What Is a Thread?
All programmers are familiar with writing sequential programs. You've probably
written a program that displays "Hello World!", or sorts a list of names, or
computes a list of prime numbers. These are sequential programs: each has a
beginning, an execution sequence, and an end. At any given time during the
runtime of the program there is a single point of execution.
A thread is similar to the sequential programs described previously. A single
thread also has a beginning, a sequence, and an end and at any given time during
the runtime of the thread, there is a single point of execution. However, a thread
itself is not a program; it cannot run on its own. Rather, it runs within a program.
Thread: A thread is a single sequential flow of control within a program.
There is nothing new in the concept of a single thread. The real hoopla surrounding
threads is not about a single sequential thread. Rather, it's about the use of
multiple threads in a single program, running at the same time and performing
different tasks.
A Web browser is an example of a multithreaded application. Within
the browser you can scroll a page while it's downloading an applet or
image, play animation and sound concurrently, print a page in the background
while you download a new page, or watch three sorting algorithms race to the
finish. You are used to life operating in a concurrent fashion...so why not
your browser?
Some texts use the name lightweight process instead of thread. A thread is similar
to a real process in that a thread and a running program are both a single sequential
flow of control. However, a thread is considered lightweight because it runs within
the context of a full-blown program and takes advantage of the resources allocated
for that program and the program's environment.
As a sequential flow of control, a thread must carve out some of its own resources
within a running program. It must have its own execution stack and program counter
for example. The code running within the thread works only within that context.
Thus, some other texts use execution context as a synonym for thread.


=== EXERCISE PROMPT ===
Return the lines below that carry the word "this".

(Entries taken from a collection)

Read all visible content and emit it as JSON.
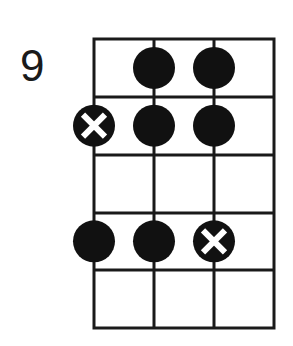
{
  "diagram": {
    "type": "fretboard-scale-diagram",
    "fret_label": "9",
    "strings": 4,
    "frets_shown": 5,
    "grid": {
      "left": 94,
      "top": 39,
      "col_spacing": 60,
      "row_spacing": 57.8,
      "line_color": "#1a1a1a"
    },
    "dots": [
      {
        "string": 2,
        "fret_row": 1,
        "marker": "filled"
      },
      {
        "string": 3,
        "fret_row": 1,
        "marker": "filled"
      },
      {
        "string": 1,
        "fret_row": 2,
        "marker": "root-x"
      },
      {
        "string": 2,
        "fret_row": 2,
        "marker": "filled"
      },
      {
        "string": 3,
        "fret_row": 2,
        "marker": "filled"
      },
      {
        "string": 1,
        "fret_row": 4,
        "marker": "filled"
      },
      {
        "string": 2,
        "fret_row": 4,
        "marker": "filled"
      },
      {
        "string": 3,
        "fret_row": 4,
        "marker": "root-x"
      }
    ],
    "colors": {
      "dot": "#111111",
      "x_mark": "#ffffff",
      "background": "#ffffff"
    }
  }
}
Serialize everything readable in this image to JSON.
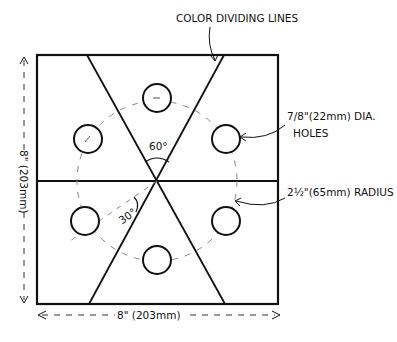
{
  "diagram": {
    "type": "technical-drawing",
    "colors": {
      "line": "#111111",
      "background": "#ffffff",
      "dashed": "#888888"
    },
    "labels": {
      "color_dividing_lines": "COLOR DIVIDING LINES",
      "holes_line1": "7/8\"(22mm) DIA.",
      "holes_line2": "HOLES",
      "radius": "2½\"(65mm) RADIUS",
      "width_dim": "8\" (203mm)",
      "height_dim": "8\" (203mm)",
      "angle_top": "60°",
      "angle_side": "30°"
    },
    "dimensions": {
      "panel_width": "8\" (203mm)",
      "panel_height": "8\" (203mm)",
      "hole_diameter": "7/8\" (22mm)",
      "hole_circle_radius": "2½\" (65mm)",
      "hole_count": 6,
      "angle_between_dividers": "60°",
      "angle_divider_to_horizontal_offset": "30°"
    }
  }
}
---
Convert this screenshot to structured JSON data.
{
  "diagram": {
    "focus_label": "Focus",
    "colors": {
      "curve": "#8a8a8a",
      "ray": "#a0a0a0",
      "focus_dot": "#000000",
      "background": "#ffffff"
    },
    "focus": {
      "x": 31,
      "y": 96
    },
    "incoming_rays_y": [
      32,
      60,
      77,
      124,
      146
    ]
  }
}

=== OUTPUT ===
Serialize everything readable in this image to JSON.
Convert this screenshot to structured JSON data.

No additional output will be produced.